Tumor budding was assessed in the same 30 specimens. Tumor buds were estimated in one FOV at a hotspot area in the invasive front under ×20 magnification. The number of buds was adjusted by the normalization factor (1.210) as described. Budding was reported in the following manner: low budding: 0–4 buds; intermediate budding: 5–9 buds; high budding: >10 buds. The mean number of buds per FOV was also used in the statistical analysis.

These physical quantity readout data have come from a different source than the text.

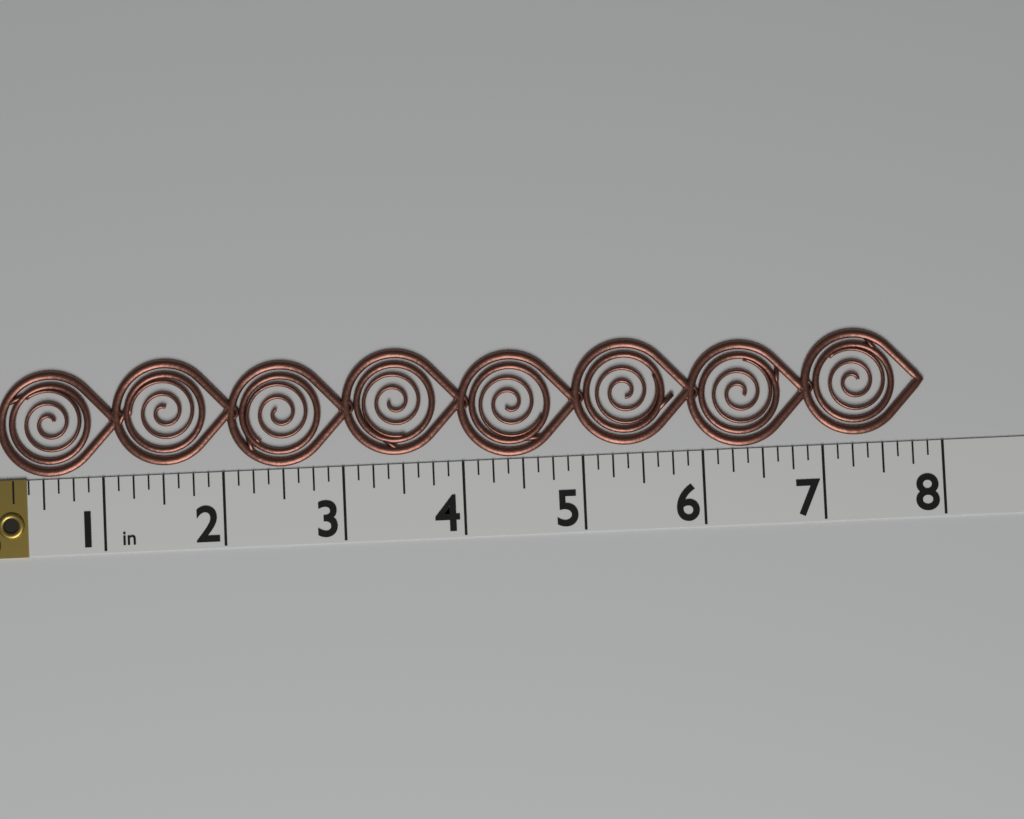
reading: 7.875 in
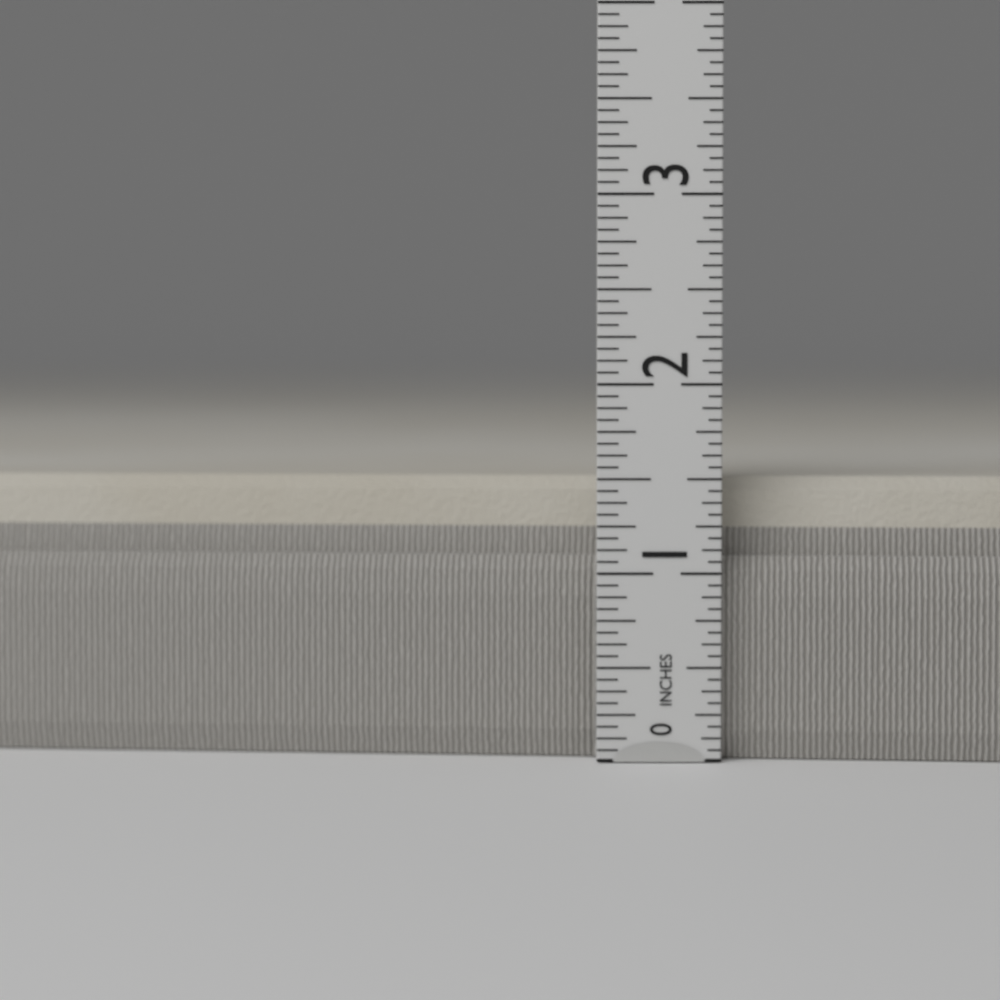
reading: 1.5000 in
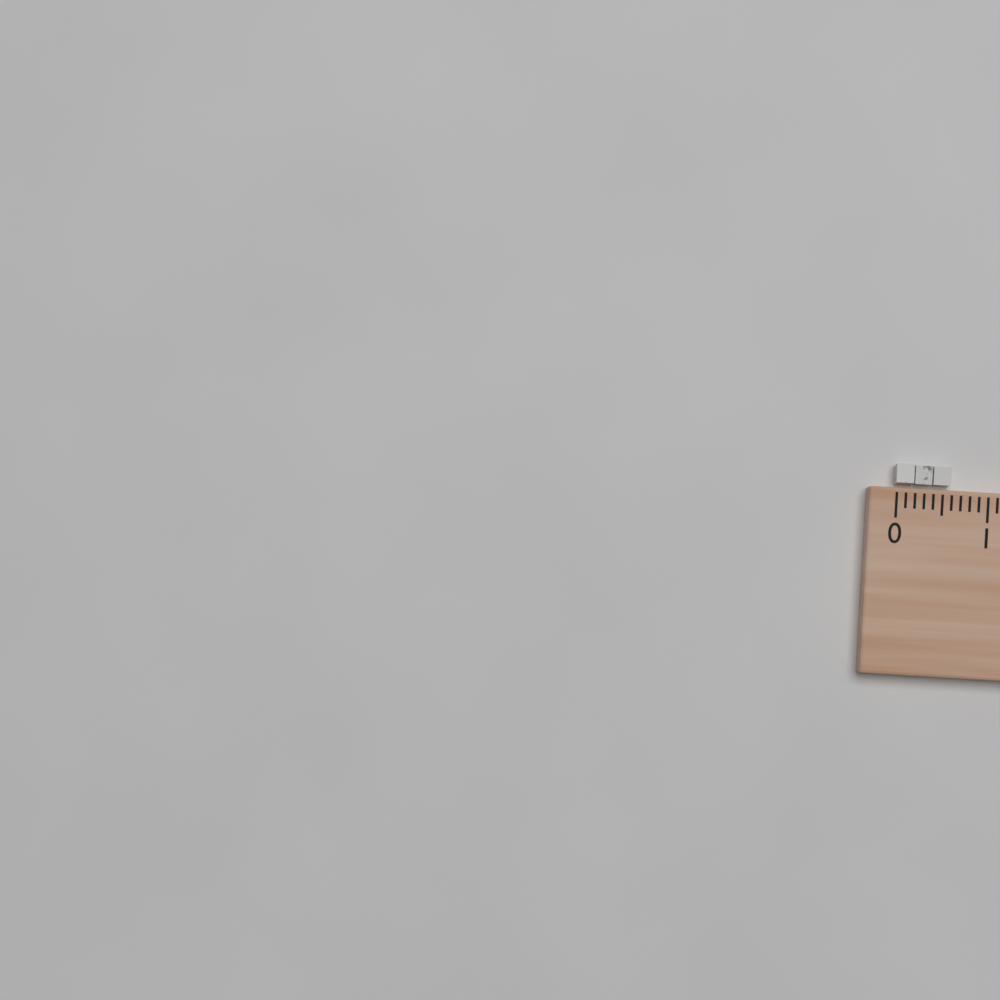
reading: 0.6 (no unit)
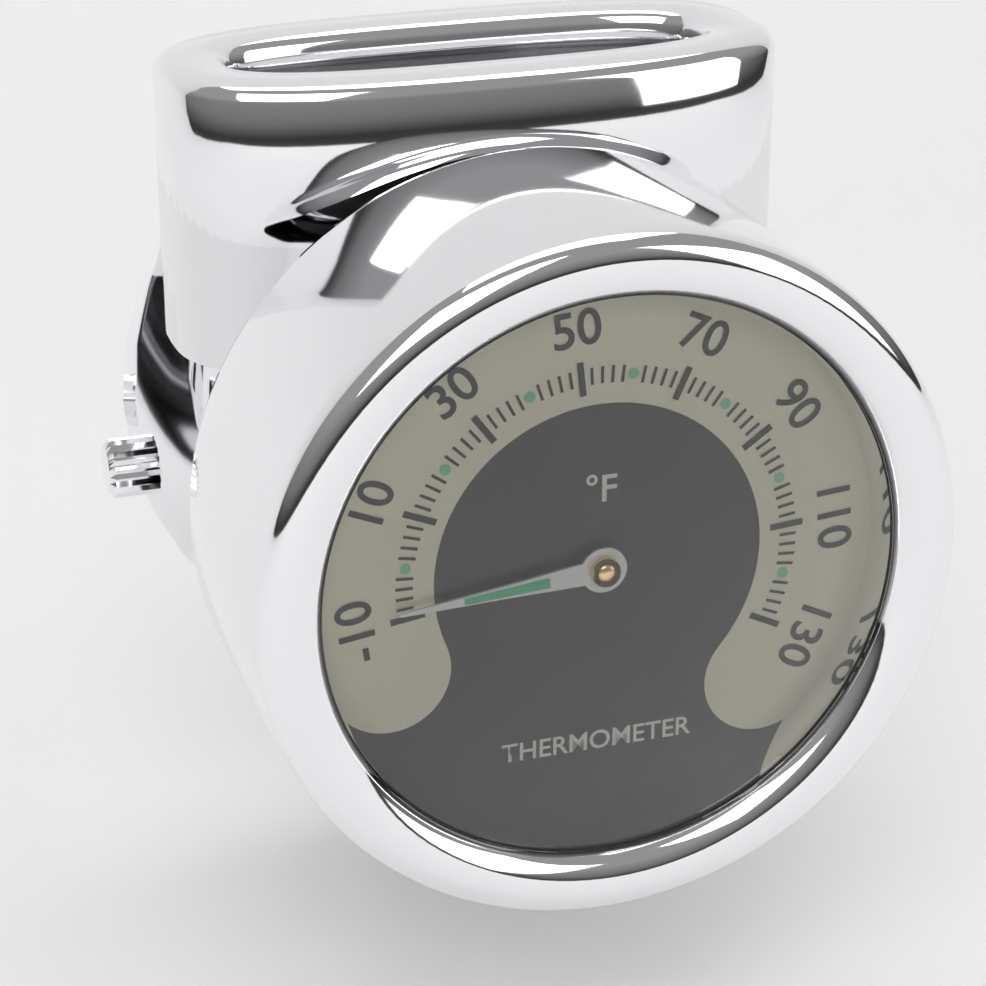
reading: -8 °F
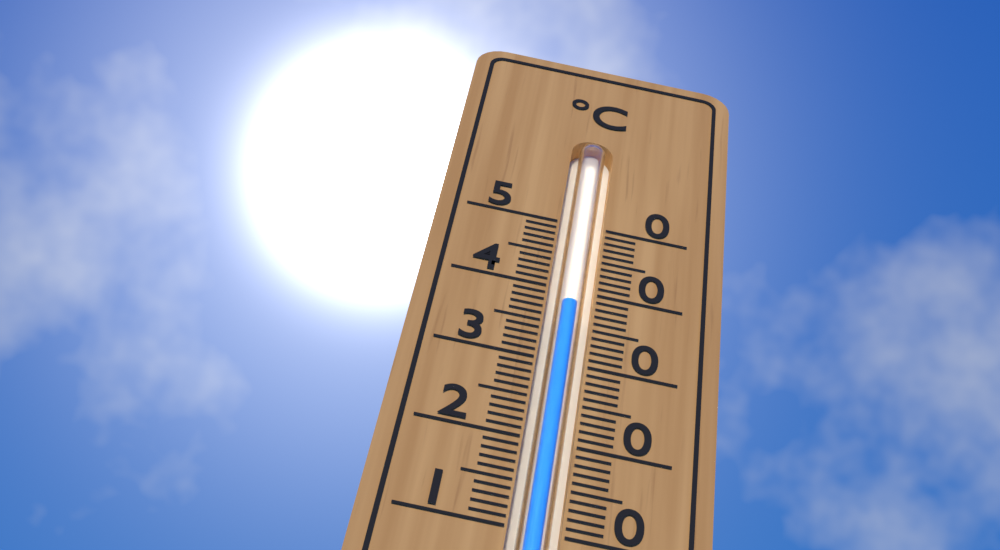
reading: 38 °C
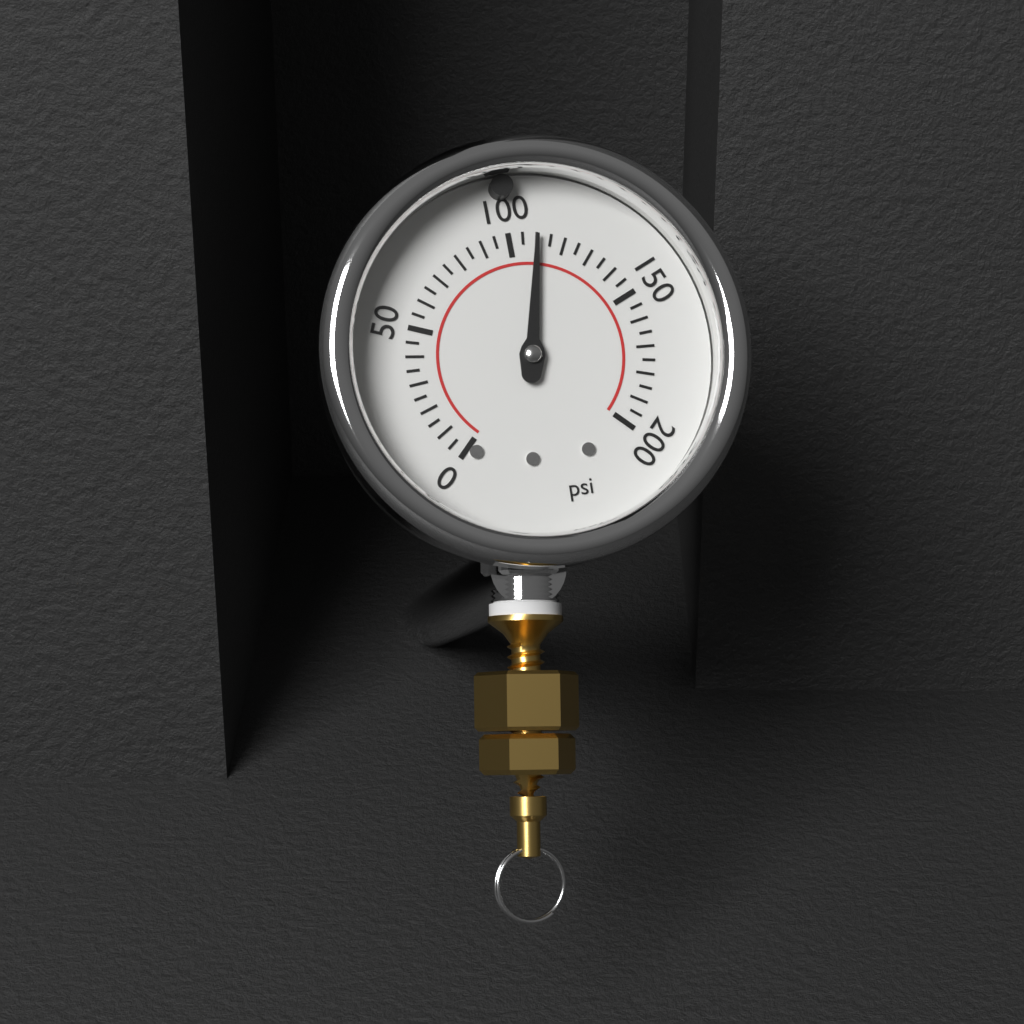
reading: 110 psi
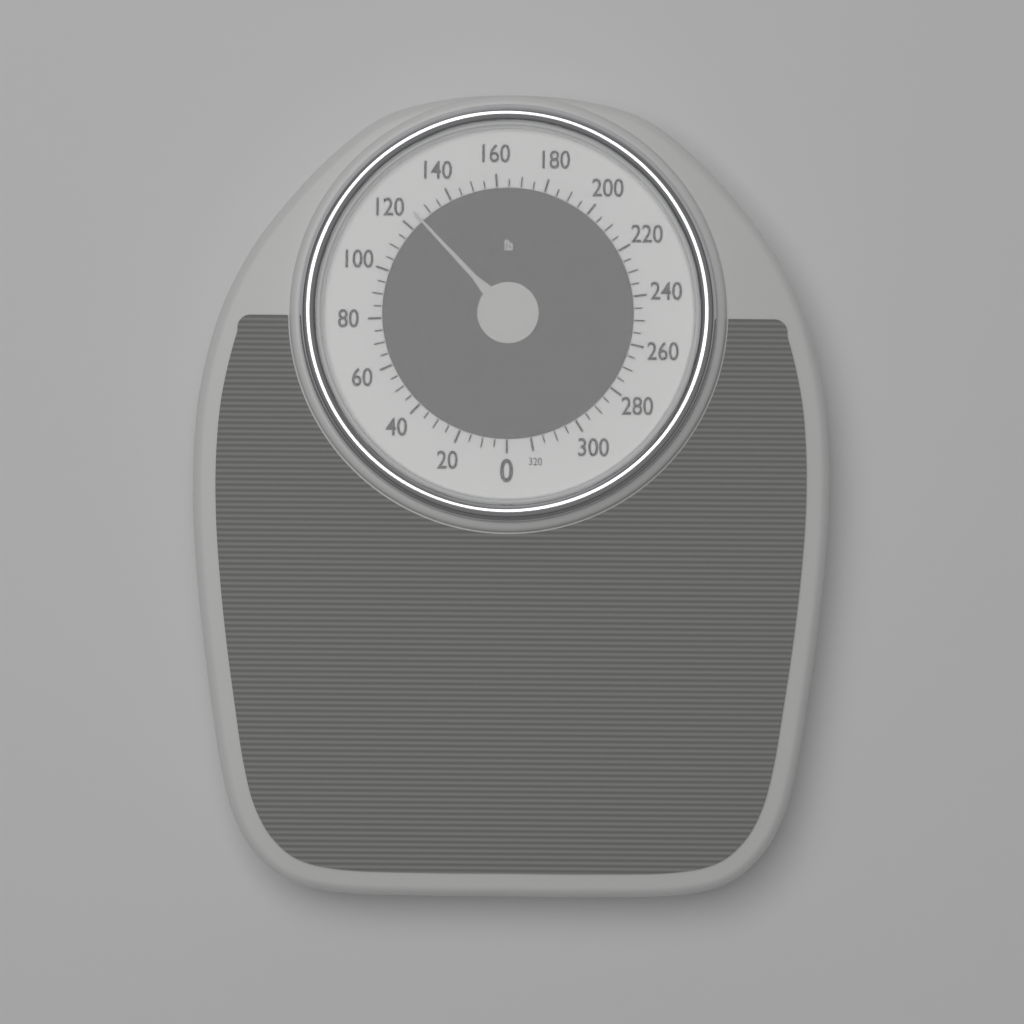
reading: 125 lb
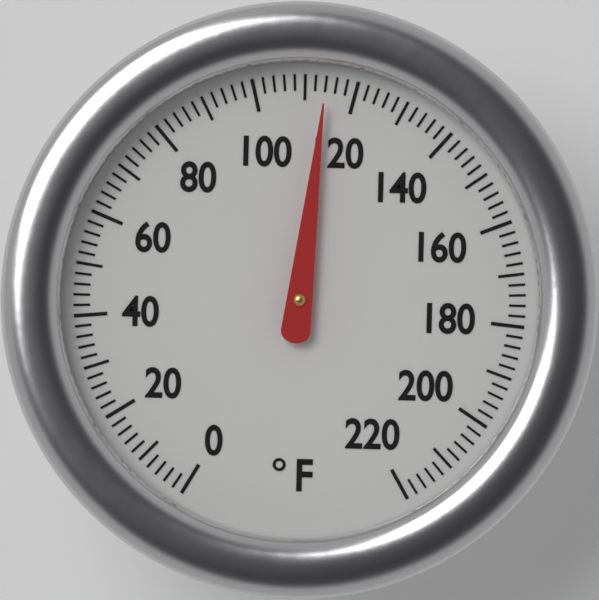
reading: 114 °F
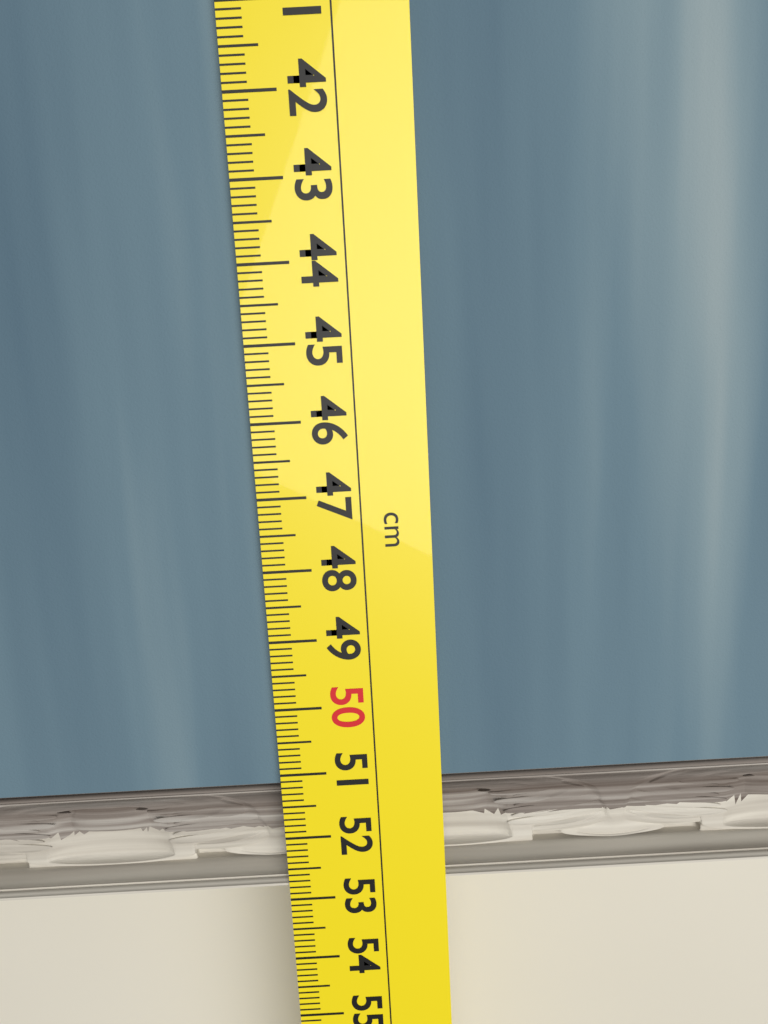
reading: 52.8 cm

Two independent pathologists assessed RANTES and PD-L1 immunostaining in 24 cases. PD-L1 and RANTES expression was assessed both in tumor cells and in tumor-infiltrating lymphocytes (TILs). PD-L1 and RANTES were considered positive in the tumor cells when staining was present in 1% or more cancer cells. RANTES and PD-L1 expression in TILs was assessed semi-quantitatively in a five-grade scale. An area of lymphocyte infiltration with RANTES or PD-L1 expression lower than 5% was considered as Grade 0, whereas 5–25%, 25–50%, and 50–75% of lymphocytes expressing RANTES or PD-L1 in the stroma were defined as Grade 1, 2, 3 and 4, respectively. More than 75% was defined as Grade 5.
2.5. Statistical Analyses
Data distribution was assessed using the Shapiro–Wilk test. The log transformation of the levels of the examined molecules provided a better fit to the Gaussian distribution. Data are presented as mean ± SD for the variables with normal distribution and as median with interquartile range for the variables with non-normal distribution. To compare the tumor and margin levels, the paired Student’s t-test (for variables with the normal distribution) and Mann–Whitney U test (for variables with non-normal distribution) were used. Independent variables were also compared using the Student’s t-test. To assess the association between RANTES and PD-L1 levels, linear regression was performed. Pearson’s coefficient was used to assess the relationships between the examined variables (including variables with normal distribution). Tau–Kendall’s tau rank correlation coefficient was used for variables with non-normal distribution. Fisher’s exact test was used to test the association between the data obtained from IHC staining for RANTES and PD-L1 expression and clinicopathological parameters of patients. p values < 0.05 were considered statistically significant. Statistical analysis was performed using STATISTICA 13 software (Statsoft, Tulsa, OK, USA).) and the ggplot2-R package dedicated to data visualization in RStudio software (Integrated Development for R. RStudio, PBC, Boston, MA, USA). A heatmap with hierarchic clustering was generated using Seaborn (Python data visualization library).
5. Conclusions
RANTES, PD-L1, IFN-γ, TNF-α, TGF-β, VEGF-A, and VEGF-C are upregulated in CRC tissues. RANTES activity might be associated with angiogenesis, lymphogenesis, and immune escape in CRC. Additionally, RANTES might potentially be a good candidate as a therapeutic target in CRC, due to its pleiotropic effect on tumors.
The future directions of research regarding the role of the RANTES in CRC should focus on its impact on TME modulation, EMT promotion, angiogenesis, and lymphangiogenesis.